Oh. I face forward again with a quiet scoff, scolding my mind for going there. Of course that's what he was talking about. "How did you guess?" I say wryly.
A shrug from Jon. "Well, you mentioned them in your song," he notes.
"Sure, Twelve's north enough," I say. "But as far as the lights are concerned, I'm as southern as Sam McGee."
He gives a low chuckle. "Wildlings say anyone on this side of the Wall is a southerner. I suppose that makes me one too."
"Oh, I don't think so," I say, envying his years at Winterfell for even the rare hint of a glow like this on the horizon. "If you can see the northern lights where you're from, you're a northerner. Plain and simple."
"Oh, is that how it works?" Jon says, laughing some more.
"Yes, it's right there in the name," I say, and for emphasis I gesture to the sky. "The northern lights have spoken."
Jon shakes his head, still laughing. "Then you're still a southern girl—"
"Northeast." I bump his shoulder lightly with mine, though it doesn't make a difference and he can probably barely feel it through his furs.
"A southern girl," he insists, his tone borderline teasing. "From Panem. Who found her way to northern Westeros. You really are a long way from home."
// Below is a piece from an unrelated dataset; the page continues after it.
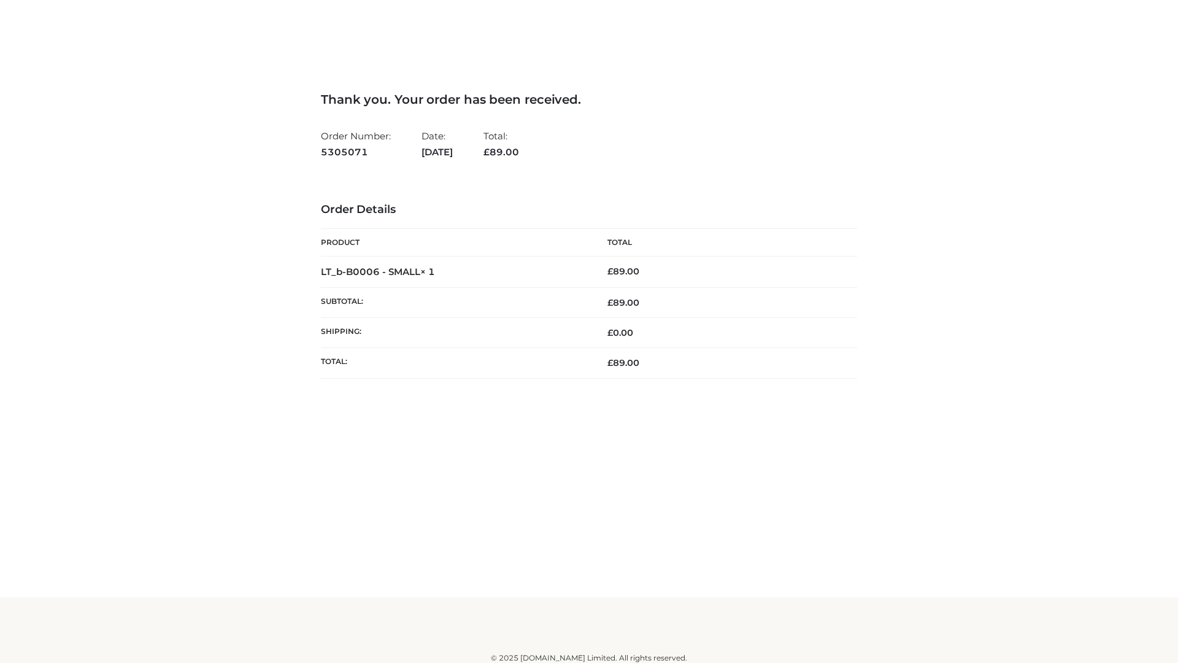  I want to click on th: Shipping:, so click(455, 333).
I scoff in agreement, tempted to tell him he doesn't even know the half of it, but falter at how much I'm already potentially giving away. "Depends on what you consider home," I say instead.
As if sensing a touched nerve, he lets this hang in the air for a while before changing the subject. "Shireen says you have another name for them in Panem."
Relieved, I tell him about the aurora borealis, about the morning light that comes from the north, and even a little bit about my dream. He's skeptical about the dawn part at first, jokingly asking how far west he'd have to go to see Panem's supposed green sunrises. I laugh it off and manage to dodge the question, pointing out there's a lot more colors right now, and they're supposed to be caused by solar winds, storms from the sun, so it works. He still wants to know the Latin term for "light," but I can't help him there since I don't speak Latin. It's a dead language from a country called Rome.
Jon gives me a blank look. "Where's Rome?"
I dodge that question too. In fairness, I really do have no idea. I'm sure it sunk below the ocean like a bunch of other countries, but I can't tell him that.
Anyway, we both decide that Shireen's descriptor of rainbow fire is closer to the truth. He's amused by her theory of the Lord of Light and the Seven fighting in the sky. Thinks it's creative. Though he points out that the aurora originates from the Wall or the lands beyond, and he doesn't know much about the Lord of Light, but the Seven are nonexistent there. Apparently it's the final word in the old gods. They're everywhere, in birds and beasts, trees and streams and stones. They're the ones that have power in the North.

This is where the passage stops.